Francesca Dumas (55:42)
It’s making me think of, we’re giving so many great examples and obviously this conversation is so important. If you were to talk to a brand today and you were going to give them a hack, they’re starting from scratch, they’re really looking at what they need to be doing. As my last question to you really, if anything, what would you say the one thing they should do is? One hack for me.
Jeremy Clifford (56:13)
Well, if they’re not doing anything, they should first of all start and then say, well, where do we start?
I think I would go down to one where you don’t need to use any technology. So you use your brand strength. And I would say that what I would get them to do is say, tell us what news event you want us to cover. It’s a simple hack like that. So create a simple prompt.
Ask your audience to submit a topic that’s important to them that they want you to investigate and to cover and frame it as a collaborative effort, so you’ll begin to really get that engagement going on, so you know it could well be, let’s take something around the local park, it’s been run down.
Ask them to come up with ideas about what should happen to that local park. So we’re talking really micro level here, you know, really hyper local. Then you promise that you will publish their answers and then what you can do is get more sophisticated with it, and you can get people to vote… These are the three story ideas we’ve had from the park. Which one do you want us to investigate the most?

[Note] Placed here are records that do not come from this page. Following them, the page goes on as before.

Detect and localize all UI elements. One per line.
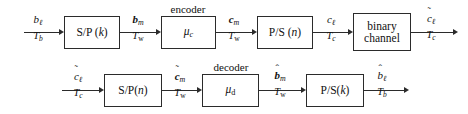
- block-encoder-label: μc: [184, 25, 193, 40]
- signal-b-m-hat: ˆbm Tw: [256, 70, 304, 99]
- signal-b-m-hat-symbol: ˆbm: [256, 70, 304, 83]
- caption-encoder: encoder: [160, 3, 216, 15]
- signal-b-m-hat-period: Tw: [256, 87, 304, 99]
- signal-c-m-tilde-period: Tw: [156, 88, 204, 100]
- signal-b-l-in-period: Tb: [14, 31, 62, 43]
- block-ps-n[interactable]: P/S (n): [257, 16, 313, 49]
- signal-c-m: cm Tw: [210, 14, 258, 43]
- block-encoder[interactable]: μc: [161, 16, 216, 49]
- signal-c-m-tilde: ˜cm Tw: [156, 71, 204, 100]
- block-ps-k-label: P/S(k): [321, 84, 350, 96]
- block-sp-n-label: S/P(n): [118, 84, 147, 96]
- signal-b-m: bm Tw: [114, 14, 162, 43]
- block-decoder[interactable]: μd: [202, 74, 259, 107]
- signal-b-l-hat-period: Tb: [358, 87, 406, 99]
- signal-b-m-period: Tw: [114, 31, 162, 43]
- signal-c-m-symbol: cm: [210, 14, 258, 27]
- signal-c-l-tilde-out: ˜cℓ Tc: [407, 13, 455, 42]
- block-diagram: bℓ Tb S/P (k) bm Tw encoder μc cm Tw P/S…: [0, 0, 468, 114]
- block-ps-n-label: P/S (n): [269, 26, 301, 38]
- signal-c-l-tilde-in-symbol: ˜cℓ: [54, 71, 102, 84]
- signal-b-l-hat: ˆbℓ Tb: [358, 70, 406, 99]
- signal-c-l-tilde-out-symbol: ˜cℓ: [407, 13, 455, 26]
- block-binary-channel-label-line1: binary: [367, 20, 396, 32]
- signal-c-l: cℓ Tc: [307, 14, 355, 43]
- block-binary-channel[interactable]: binary channel: [353, 13, 411, 51]
- block-sp-k[interactable]: S/P (k): [64, 16, 120, 49]
- signal-c-m-period: Tw: [210, 31, 258, 43]
- signal-c-l-tilde-in: ˜cℓ Tc: [54, 71, 102, 100]
- block-decoder-label: μd: [226, 83, 236, 98]
- signal-b-m-symbol: bm: [114, 14, 162, 27]
- block-sp-k-label: S/P (k): [76, 26, 107, 38]
- signal-c-l-period: Tc: [307, 31, 355, 43]
- signal-c-l-tilde-out-period: Tc: [407, 30, 455, 42]
- block-sp-n[interactable]: S/P(n): [104, 74, 162, 107]
- block-ps-k[interactable]: P/S(k): [306, 74, 364, 107]
- block-binary-channel-label-line2: channel: [364, 32, 400, 44]
- signal-c-l-symbol: cℓ: [307, 14, 355, 27]
- signal-c-m-tilde-symbol: ˜cm: [156, 71, 204, 84]
- signal-b-l-in-symbol: bℓ: [14, 14, 62, 27]
- signal-c-l-tilde-in-period: Tc: [54, 88, 102, 100]
- caption-decoder: decoder: [202, 61, 260, 73]
- signal-b-l-in: bℓ Tb: [14, 14, 62, 43]
- signal-b-l-hat-symbol: ˆbℓ: [358, 70, 406, 83]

And you can gamify it a little bit. And then you use all the user comments that are coming in. You build a whole community around one story idea, one topic idea. And you start from that and you just measure that success. How engaged people get. Then you can do follow-ups on it.

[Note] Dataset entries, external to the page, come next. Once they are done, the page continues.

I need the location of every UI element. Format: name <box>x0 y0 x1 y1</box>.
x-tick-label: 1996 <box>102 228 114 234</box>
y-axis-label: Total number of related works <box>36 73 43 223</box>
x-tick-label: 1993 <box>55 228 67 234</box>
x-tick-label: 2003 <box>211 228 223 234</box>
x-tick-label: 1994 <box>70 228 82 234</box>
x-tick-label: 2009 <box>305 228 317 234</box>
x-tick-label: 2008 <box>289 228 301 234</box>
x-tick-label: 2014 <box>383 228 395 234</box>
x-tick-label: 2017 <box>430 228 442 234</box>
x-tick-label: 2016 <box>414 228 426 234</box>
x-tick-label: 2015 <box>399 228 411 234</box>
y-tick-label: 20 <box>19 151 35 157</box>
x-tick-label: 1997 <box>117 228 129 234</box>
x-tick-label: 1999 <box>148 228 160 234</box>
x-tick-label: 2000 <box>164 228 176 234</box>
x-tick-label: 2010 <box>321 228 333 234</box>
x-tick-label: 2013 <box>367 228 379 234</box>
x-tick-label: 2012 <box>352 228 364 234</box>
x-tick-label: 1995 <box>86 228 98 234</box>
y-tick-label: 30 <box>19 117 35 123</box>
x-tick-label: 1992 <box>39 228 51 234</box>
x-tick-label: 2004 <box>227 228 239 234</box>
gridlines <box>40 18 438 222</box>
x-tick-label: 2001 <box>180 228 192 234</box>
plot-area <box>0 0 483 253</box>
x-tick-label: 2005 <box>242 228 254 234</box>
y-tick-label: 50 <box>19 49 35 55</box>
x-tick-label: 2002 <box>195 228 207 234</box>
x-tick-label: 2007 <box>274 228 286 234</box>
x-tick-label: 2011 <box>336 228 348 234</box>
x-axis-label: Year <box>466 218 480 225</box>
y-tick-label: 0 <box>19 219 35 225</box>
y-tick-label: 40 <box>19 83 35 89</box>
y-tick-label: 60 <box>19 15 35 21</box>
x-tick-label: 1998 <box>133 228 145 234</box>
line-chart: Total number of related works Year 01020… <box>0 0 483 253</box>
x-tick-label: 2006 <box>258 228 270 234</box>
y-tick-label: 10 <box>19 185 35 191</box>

Then you can have an event around it, et cetera. Invite people into your newsroom or you can go to that park and say, come and meet us, get your big red sofa down to the park or whatever.
If you haven’t put your toe in the water yet about engagement and you’re a little bit like, well, where do we get started? Well, ask your readers what they would like you to be covering.
Francesca Dumas (58:33)
And it potentially will save you a massive amount of time not creating content that people might not have been interested in in the first place!
Jeremy Clifford (58:39)
And you can use some really simple stuff. You can use a Google form, for example, and say on this form put in questions that you’d like us to ask someone.
We’re going to be having an interview with the police crime commissioner. Tell us the questions you’d like us to ask the police crime commissioner. And then you just get a list of their questions.
You’ve got their names for it. You do the interview, you can feedback the answers, some really simple stuff.
Francesca Dumas (59:10)
Thank you so much for that. Jeremy, that was fantastic. Thank you so much for your time. Let’s move engagement forward across the world. Hopefully we’ll get there!
Jeremy Clifford (59:16)
I really enjoyed it.
Well, you know, if you go back to the Reuters report, it’s one of the biggest things that they’ve come out with in terms of their findings is that you’re beginning to see more publishing, wanting to engage with audiences more. And the biggest challenge they’re facing is how do you engage with the Holy Grail, which is the younger audience, et cetera? So, that’s what I would like to see in 2025, we’re in January 2025 now.
I’d like to see some really good product innovations around that and some real successes.
Francesca Dumas (1:00:01)
I would too. Thank you so much, Jeremy.
Jeremy Clifford (1:00:05)
Great talking to you, Francesca. Thank you.